So President George W. Milhous Bush thus spoke the following here…
"If congressional leaders leave for the Fourth of July recess without taking action, they will need to explain why $4-a-gallon gasoline is not enough incentive for them to act."I’ll bet that’s sure to get all of the congressional “Bush Dogs” to howling; I mean, gee, they just handed FISA to him on a silver platter – why not just let him gut the Rocky Mountain West while they’re at it to mine for oil in shale so that 35 percent approval rating can shoot all the way up to 36 (as noted here)?
And how sad is it that Little Tommy (“Suck. On. This.”) Friedman is actually the voice of reason here (re: his New York Times column yesterday)…
This from a president who for six years resisted any pressure on Detroit to seriously improve mileage standards on its gas guzzlers; this from a president who’s done nothing to encourage conservation; this from a president who has so neutered the Environmental Protection Agency that the head of the E.P.A. today seems to be in a witness-protection program. I bet there aren’t 12 readers of this newspaper who could tell you his name or identify him in a police lineup.Just to let you know, he is Stephen L. Johnson, though I'm sure Friedman is right (and the Wikipedia article states that Johnson is currently "attempting to block the efforts of 17 states to reduce greenhouse gas emissions and improve fuel economy").
But, most of all, this deadline is from a president who hasn’t lifted a finger to broker passage of legislation that has been stuck in Congress for a year, which could actually impact America’s energy profile right now — unlike offshore oil that would take years to flow — and create good tech jobs to boot.And by the way, Down With Tyranny! brings us some important information here as to why the price of gas is so high (love the pic, by the way)…
That bill is H.R. 6049 — “The Renewable Energy and Job Creation Act of 2008,” which extends for another eight years the investment tax credit for installing solar energy and extends for one year the production tax credit for producing wind power and for three years the credits for geothermal, wave energy and other renewables.
These critical tax credits for renewables are set to expire at the end of this fiscal year and, if they do, it will mean thousands of jobs lost and billions of dollars of investments not made. “Already clean energy projects in the U.S. are being put on hold,” said Rhone Resch, president of the Solar Energy Industries Association.
People forget, wind and solar power are here, they work, they can go on your roof tomorrow. What they need now is a big U.S. market where lots of manufacturers have an incentive to install solar panels and wind turbines — because the more they do, the more these technologies would move down the learning curve, become cheaper and be able to compete directly with coal, oil and nuclear, without subsidies.
That seems to be exactly what the Republican Party is trying to block, since the Senate Republicans — sorry to say, with the help of John McCain — have now managed to defeat the renewal of these tax credits six different times.
Unregulated speculation in oil futures is driving up gas prices and keeping them high.And Obama is trying to close the “Enron loophole” as noted here (and to learn more about the campaign, click here – he’d better not cave on FISA also, though…waay too funny to hear McBush complain, by the way).
The Gramm-Enron legislation of 2000 exempted electronic trading of energy commodities from regulation. "The Enron loophole," as it is called, was the product of former Texas senator Phil Gramm. It exempted energy futures trading from the Commodities Futures Modernization Act just in time for his wife Wendy, who was on the Enron board of directors, to benefit from the artificially created energy shortages in California that brought Enron down.
These "dark markets" traders, exempt from Commodity Futures Trading Commission rules, make huge amounts of money at the expense of the nation's economy and our family budgets. President Bush knows this. Sen. John McCain knows it, too. He opposed the recent $307 billion farm bill because it contained legislation that would end deregulated speculation. Gramm is his economic adviser.
And by the way, I meant to link to this earlier (sounds like the war was a bit of payback for these people who were given the boot by Saddam Hussein, but we knew that all along of course).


Where a line in the listing contains the string "name", copy that line out.
┏━━
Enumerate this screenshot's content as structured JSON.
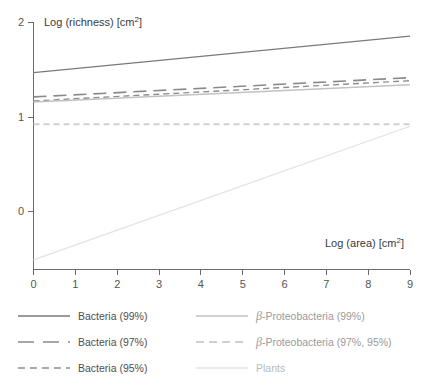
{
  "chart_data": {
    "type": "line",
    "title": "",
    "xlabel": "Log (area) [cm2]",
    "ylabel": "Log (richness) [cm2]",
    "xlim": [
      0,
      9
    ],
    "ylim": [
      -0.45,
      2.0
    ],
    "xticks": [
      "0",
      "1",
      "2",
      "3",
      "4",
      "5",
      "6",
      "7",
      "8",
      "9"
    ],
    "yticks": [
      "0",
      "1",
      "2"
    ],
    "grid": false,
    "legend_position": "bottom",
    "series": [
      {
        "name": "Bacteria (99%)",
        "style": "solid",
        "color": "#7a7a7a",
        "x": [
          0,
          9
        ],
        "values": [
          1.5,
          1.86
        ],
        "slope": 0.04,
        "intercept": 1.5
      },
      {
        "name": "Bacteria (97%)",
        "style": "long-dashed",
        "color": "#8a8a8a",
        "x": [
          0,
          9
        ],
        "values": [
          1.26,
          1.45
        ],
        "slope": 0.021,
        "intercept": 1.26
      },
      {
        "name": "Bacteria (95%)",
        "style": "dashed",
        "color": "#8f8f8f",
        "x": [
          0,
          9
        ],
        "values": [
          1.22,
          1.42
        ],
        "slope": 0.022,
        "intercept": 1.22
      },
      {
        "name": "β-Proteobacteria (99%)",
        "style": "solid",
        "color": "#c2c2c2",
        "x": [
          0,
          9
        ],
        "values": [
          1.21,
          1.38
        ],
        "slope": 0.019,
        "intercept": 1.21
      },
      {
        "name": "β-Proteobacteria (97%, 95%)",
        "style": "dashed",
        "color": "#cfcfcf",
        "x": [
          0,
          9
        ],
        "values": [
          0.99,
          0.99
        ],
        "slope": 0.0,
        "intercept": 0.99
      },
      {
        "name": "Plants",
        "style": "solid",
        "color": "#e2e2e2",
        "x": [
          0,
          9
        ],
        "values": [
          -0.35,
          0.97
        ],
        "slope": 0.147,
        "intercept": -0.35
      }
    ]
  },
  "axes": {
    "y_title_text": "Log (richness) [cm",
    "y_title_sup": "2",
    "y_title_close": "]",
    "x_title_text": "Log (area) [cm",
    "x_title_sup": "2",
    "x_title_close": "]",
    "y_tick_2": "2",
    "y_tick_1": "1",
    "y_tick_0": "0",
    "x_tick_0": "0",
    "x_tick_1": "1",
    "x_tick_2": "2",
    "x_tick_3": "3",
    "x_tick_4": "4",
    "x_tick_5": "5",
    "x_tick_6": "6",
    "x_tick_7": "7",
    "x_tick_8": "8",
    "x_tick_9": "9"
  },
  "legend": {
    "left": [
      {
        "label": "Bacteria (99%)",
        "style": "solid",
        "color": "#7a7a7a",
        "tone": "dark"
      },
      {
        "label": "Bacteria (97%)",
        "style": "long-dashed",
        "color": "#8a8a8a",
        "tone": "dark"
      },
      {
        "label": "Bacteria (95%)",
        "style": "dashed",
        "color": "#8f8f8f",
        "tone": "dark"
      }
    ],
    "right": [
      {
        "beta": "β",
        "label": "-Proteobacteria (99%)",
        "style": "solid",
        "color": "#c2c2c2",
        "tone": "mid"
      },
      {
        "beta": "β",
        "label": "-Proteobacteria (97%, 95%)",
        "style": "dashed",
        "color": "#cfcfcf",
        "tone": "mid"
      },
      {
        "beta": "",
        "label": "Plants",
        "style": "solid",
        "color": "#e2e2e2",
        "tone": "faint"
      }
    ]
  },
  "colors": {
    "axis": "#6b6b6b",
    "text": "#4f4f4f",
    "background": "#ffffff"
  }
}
┗━━
┏━━
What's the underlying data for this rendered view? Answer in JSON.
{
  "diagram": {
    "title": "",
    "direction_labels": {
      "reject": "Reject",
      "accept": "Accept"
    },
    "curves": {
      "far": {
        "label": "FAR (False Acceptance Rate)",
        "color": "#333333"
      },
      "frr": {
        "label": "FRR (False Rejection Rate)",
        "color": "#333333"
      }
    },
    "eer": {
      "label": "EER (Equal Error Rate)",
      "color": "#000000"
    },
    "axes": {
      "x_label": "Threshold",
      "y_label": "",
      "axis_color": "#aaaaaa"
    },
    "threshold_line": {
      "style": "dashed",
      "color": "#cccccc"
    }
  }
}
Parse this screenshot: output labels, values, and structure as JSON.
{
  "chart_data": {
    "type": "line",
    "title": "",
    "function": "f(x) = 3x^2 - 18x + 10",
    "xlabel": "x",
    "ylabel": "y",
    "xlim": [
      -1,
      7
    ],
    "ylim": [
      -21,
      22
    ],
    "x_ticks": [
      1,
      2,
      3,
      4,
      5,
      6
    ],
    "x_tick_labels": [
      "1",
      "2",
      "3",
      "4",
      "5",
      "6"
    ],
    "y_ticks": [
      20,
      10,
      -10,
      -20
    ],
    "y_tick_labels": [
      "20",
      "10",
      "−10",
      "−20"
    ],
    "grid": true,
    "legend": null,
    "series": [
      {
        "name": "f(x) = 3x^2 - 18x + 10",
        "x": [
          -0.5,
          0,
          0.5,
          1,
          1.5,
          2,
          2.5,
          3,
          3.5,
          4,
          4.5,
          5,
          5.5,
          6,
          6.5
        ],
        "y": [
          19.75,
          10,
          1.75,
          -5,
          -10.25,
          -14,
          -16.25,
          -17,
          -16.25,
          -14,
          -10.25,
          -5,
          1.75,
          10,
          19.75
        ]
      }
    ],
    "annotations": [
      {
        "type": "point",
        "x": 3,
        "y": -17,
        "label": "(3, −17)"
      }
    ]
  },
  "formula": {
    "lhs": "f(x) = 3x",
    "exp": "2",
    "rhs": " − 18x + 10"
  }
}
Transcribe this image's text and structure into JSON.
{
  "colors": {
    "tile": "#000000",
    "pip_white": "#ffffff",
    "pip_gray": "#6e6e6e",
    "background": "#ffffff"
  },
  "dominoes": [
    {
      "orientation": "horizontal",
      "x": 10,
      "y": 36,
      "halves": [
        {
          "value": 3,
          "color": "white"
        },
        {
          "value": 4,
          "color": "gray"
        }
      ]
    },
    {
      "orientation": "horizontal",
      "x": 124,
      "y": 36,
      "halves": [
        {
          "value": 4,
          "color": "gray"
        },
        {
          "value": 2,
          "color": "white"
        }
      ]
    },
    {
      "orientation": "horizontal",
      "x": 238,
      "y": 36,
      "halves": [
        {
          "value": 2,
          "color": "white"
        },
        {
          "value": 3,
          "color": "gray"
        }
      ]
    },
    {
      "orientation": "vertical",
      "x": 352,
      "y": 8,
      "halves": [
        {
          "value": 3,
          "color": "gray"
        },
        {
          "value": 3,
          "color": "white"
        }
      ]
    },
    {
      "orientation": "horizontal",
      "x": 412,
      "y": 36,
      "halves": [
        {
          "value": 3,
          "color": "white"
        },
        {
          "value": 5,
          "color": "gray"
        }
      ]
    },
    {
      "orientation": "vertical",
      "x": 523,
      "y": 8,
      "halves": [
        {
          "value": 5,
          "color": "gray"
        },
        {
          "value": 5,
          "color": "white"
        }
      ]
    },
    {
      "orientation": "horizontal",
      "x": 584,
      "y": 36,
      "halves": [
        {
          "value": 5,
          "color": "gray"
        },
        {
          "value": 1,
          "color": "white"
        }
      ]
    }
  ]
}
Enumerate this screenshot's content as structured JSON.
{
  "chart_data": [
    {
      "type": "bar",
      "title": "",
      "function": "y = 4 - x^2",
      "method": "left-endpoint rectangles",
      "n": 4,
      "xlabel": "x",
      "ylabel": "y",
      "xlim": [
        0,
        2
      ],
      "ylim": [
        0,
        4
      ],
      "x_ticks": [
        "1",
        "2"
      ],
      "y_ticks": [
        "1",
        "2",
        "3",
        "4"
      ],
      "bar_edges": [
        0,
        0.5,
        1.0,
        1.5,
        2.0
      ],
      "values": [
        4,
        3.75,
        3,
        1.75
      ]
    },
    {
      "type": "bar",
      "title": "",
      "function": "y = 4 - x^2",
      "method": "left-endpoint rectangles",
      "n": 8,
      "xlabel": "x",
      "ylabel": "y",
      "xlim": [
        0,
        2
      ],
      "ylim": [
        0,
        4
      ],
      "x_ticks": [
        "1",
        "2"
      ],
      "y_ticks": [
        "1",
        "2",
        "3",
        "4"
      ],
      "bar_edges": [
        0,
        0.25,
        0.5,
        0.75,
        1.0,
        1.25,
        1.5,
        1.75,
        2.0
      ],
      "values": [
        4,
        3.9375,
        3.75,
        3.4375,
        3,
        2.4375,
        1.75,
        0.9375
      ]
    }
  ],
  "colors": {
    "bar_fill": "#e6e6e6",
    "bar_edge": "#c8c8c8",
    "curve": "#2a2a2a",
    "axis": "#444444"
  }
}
┗━━
┏━━
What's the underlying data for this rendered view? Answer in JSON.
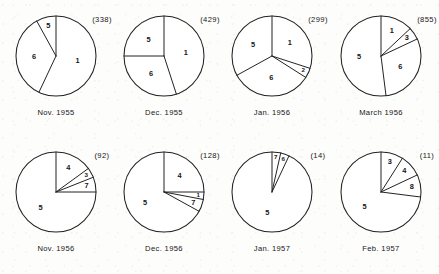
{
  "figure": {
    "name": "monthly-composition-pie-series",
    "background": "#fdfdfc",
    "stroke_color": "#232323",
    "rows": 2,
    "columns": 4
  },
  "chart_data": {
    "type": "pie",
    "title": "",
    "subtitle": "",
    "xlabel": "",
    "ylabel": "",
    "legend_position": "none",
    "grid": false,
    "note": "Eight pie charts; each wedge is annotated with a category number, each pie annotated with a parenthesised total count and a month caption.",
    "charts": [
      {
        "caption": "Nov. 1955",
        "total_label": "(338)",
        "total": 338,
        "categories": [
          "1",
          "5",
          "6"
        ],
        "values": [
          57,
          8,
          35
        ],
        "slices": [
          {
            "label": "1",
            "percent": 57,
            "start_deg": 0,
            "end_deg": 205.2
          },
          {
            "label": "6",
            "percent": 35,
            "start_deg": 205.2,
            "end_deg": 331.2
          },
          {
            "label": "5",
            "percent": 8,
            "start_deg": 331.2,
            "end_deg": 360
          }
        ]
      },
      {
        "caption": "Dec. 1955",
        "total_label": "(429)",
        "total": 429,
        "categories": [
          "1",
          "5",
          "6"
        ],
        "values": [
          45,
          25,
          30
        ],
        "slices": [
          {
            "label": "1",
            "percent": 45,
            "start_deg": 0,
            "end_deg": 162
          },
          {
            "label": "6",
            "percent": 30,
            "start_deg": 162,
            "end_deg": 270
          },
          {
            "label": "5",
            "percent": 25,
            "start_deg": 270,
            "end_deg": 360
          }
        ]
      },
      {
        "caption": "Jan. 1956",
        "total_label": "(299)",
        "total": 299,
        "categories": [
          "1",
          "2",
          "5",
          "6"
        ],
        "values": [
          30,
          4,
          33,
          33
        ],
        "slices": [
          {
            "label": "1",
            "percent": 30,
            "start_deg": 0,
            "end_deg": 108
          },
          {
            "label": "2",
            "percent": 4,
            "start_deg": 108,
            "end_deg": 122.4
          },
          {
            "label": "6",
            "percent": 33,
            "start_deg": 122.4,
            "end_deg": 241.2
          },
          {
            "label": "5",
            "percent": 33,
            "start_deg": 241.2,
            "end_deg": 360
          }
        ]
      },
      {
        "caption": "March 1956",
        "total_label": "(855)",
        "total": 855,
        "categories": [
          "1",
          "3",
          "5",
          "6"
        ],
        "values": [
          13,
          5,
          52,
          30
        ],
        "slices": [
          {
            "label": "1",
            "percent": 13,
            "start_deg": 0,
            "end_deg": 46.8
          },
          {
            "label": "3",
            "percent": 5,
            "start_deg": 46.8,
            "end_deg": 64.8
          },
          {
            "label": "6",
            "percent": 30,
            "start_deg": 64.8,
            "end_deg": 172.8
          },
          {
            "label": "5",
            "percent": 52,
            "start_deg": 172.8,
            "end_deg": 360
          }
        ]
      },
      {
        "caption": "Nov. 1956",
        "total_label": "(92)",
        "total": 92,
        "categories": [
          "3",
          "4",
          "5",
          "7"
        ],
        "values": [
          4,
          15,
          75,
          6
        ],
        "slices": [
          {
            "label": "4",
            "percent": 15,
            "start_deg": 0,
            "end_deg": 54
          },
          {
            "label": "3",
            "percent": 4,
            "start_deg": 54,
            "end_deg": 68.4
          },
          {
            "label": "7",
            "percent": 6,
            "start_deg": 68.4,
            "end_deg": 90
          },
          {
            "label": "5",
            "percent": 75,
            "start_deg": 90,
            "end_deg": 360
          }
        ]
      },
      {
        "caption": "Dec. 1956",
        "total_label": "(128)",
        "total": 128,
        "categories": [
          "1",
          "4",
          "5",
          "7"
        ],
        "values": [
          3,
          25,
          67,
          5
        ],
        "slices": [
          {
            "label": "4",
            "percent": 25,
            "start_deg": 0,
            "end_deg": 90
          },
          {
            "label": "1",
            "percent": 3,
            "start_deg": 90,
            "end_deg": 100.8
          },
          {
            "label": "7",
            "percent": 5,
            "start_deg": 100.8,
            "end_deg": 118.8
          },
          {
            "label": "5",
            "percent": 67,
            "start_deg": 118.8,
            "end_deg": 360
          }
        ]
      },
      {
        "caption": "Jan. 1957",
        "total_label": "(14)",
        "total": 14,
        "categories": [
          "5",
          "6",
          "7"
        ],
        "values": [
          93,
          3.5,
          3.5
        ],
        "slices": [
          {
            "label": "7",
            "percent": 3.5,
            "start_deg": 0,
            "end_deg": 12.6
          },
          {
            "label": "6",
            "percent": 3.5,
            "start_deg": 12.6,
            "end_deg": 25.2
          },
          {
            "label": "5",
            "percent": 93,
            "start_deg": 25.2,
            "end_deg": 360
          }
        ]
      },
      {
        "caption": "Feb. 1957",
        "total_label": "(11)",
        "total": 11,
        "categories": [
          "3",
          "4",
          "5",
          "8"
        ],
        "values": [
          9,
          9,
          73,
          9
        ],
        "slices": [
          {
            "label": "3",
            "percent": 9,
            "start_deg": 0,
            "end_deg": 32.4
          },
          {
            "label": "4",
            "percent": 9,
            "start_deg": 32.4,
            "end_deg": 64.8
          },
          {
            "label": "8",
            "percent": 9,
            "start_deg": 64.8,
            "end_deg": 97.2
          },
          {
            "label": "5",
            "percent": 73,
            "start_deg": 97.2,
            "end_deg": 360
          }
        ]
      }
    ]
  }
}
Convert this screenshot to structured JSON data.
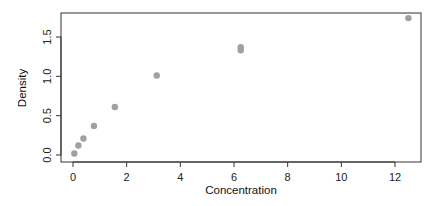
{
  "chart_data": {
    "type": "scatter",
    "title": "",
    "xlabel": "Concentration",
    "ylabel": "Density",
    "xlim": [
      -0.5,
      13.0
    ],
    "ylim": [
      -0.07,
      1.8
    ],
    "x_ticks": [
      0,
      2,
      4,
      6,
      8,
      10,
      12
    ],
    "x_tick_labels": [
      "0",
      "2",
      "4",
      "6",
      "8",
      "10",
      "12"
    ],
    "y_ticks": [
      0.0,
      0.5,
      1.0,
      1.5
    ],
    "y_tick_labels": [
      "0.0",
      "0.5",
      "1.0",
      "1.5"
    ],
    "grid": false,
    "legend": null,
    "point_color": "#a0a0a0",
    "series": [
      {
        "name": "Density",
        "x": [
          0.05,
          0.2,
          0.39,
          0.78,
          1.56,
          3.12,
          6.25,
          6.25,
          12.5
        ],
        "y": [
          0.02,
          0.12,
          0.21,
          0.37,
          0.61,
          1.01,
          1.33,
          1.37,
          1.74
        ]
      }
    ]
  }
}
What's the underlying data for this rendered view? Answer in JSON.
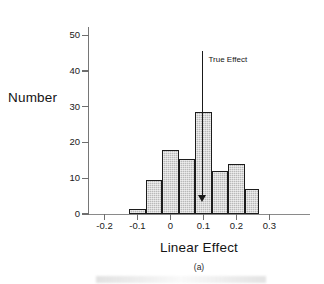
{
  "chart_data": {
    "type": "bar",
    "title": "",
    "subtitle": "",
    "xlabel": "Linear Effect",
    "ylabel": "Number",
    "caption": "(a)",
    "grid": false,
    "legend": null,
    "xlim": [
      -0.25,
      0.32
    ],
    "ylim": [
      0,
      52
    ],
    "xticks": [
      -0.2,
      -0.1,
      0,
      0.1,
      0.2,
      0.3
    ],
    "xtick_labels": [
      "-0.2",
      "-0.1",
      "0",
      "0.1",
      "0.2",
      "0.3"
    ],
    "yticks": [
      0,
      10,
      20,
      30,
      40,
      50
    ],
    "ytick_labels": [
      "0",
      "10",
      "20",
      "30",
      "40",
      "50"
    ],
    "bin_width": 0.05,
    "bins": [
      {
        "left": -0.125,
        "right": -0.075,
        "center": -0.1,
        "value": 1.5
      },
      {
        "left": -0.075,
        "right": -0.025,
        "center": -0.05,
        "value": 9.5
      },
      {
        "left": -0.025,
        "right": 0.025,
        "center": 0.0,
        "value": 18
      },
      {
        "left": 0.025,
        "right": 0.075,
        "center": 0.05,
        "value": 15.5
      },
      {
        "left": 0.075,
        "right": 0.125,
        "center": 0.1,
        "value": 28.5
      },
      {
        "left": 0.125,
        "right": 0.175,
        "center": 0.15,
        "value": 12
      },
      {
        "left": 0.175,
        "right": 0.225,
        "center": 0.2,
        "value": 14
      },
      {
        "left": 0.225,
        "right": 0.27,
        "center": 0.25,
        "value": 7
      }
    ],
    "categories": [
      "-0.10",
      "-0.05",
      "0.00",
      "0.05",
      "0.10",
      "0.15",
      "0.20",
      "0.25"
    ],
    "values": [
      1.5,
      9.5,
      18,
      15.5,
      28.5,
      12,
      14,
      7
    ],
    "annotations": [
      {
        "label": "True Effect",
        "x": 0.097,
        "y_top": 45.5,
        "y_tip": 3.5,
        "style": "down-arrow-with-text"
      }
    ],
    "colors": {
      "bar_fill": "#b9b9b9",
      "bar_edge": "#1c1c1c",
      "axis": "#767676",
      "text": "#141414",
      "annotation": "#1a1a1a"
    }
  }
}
┗━━
### RESPONSE TO THIS EXERCISE:
        "name": "Bacteria (99%)",
        "name": "Bacteria (97%)",
        "name": "Bacteria (95%)",
        "name": "β-Proteobacteria (99%)",
        "name": "β-Proteobacteria (97%, 95%)",
        "name": "Plants",
        "name": "f(x) = 3x^2 - 18x + 10",
    "name": "monthly-composition-pie-series",
        "name": "Density",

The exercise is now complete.